» **Your objective**:
The result should be an exact copy of only the lines from the one holding "Describe the element" through the last line of the data below, please, without pictures.
------ Excerpted data
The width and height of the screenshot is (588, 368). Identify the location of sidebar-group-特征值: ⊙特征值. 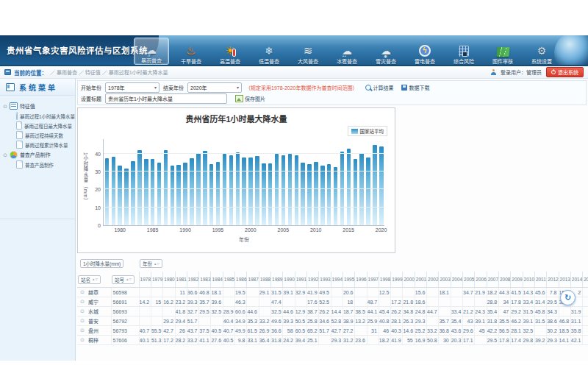
(37, 106).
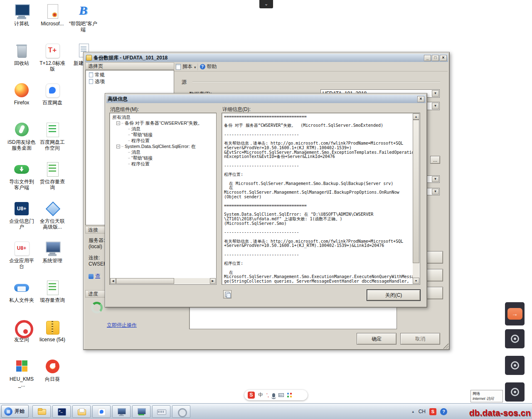 The image size is (532, 419). What do you see at coordinates (52, 94) in the screenshot?
I see `desktop-icon-baidu-netdisk: 百度网盘` at bounding box center [52, 94].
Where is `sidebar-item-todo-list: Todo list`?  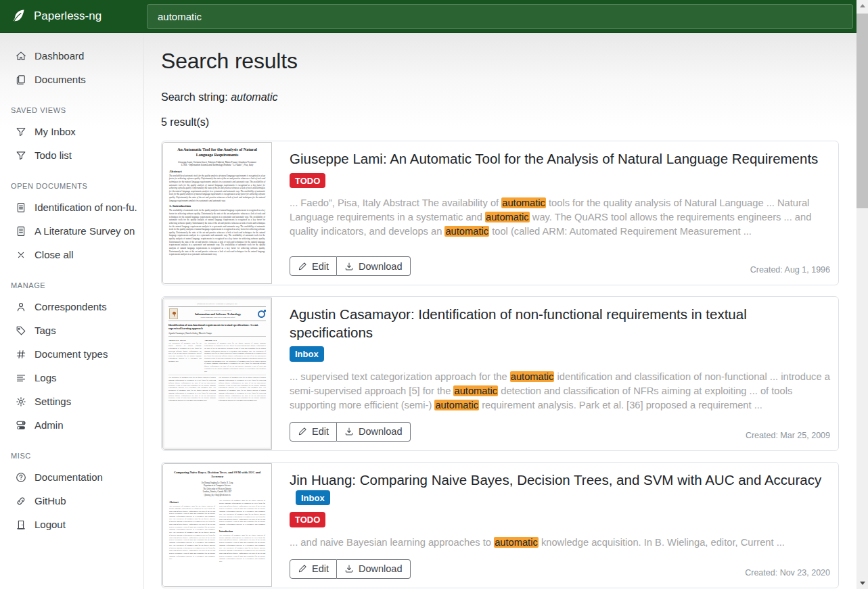 sidebar-item-todo-list: Todo list is located at coordinates (72, 156).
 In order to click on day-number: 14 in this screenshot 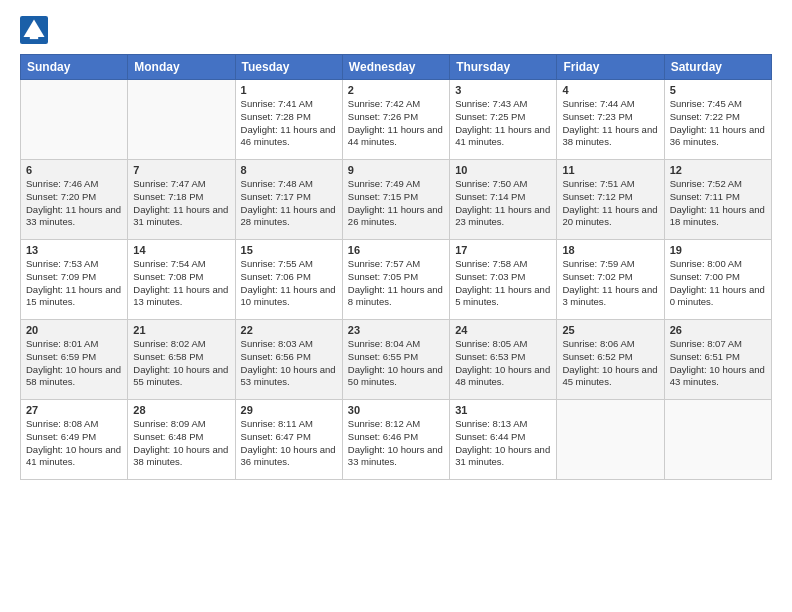, I will do `click(181, 250)`.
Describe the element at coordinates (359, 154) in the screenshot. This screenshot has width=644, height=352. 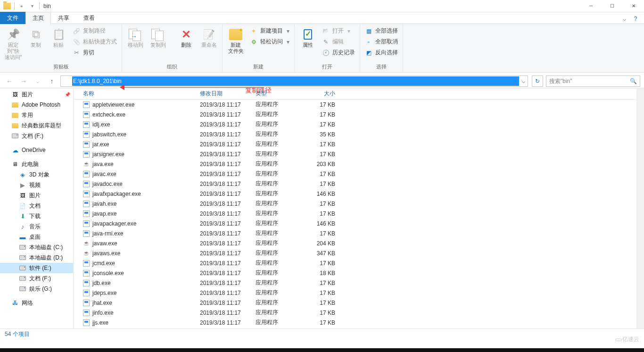
I see `file-row: jarsigner.exe2019/3/18 11:17应用程序17 KB` at that location.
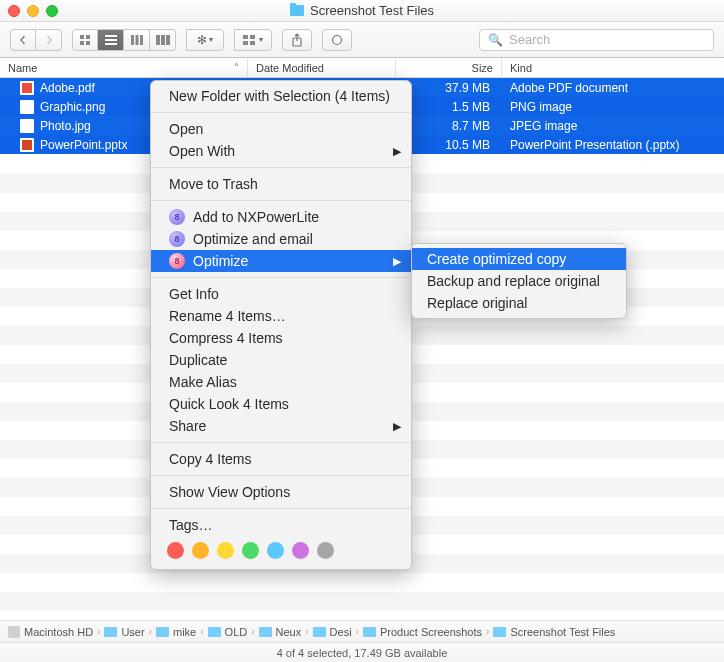 Image resolution: width=724 pixels, height=662 pixels. What do you see at coordinates (613, 88) in the screenshot?
I see `file-kind: Adobe PDF document` at bounding box center [613, 88].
------------
» **Exercise answer**:
Describe the element at coordinates (359, 154) in the screenshot. This screenshot has width=644, height=352. 
I see `file-row: jarsigner.exe2019/3/18 11:17应用程序17 KB` at that location.
 Image resolution: width=724 pixels, height=662 pixels. What do you see at coordinates (613, 88) in the screenshot?
I see `file-kind: Adobe PDF document` at bounding box center [613, 88].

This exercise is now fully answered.